Anyway. That's my vision.

10.

Scientivore: Sounds totally feasible, even likely. It just needs time for people to create all the databases of tags and the software to integrate it all.

More generally: I've been mulling this "Space & Place" idea for a while now. And I thought of it the other day when I went to see if I could "find" my friend who lives on the other coast (of the US) about 3000 miles away. We're working on a digital project together, and I wanted to bounce some ideas off of him.

After doing the normal things like checking my email to see if he'd responded to my recent questions and looking for other signs of him, I realized I did something curious. I went to see if he was in WoW...I was trying to "find" him in a virtual place/space. It didn't work that time, but it does sometimes.

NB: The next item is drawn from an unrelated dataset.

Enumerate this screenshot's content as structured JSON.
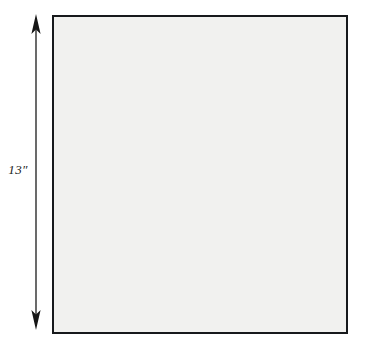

In my head I was looking for him in a place. I suppose that in another sense, I was "looking" to see if he was sitting at home and I could write/chat to him through the medium of a game interface. -But it felt like I was going to a place to see if he was there. Kinda interesting, to me.

11.

Tripp suggests a social need for places and that's where I ended up at the end of Scientivore's post. I wanted a next step, a way to share what I found with others. If I could take them through the space, or allow them to track my trail if they felt like it, then I would be sharing my personal context, a place. I could imagine doing this using Croquet now.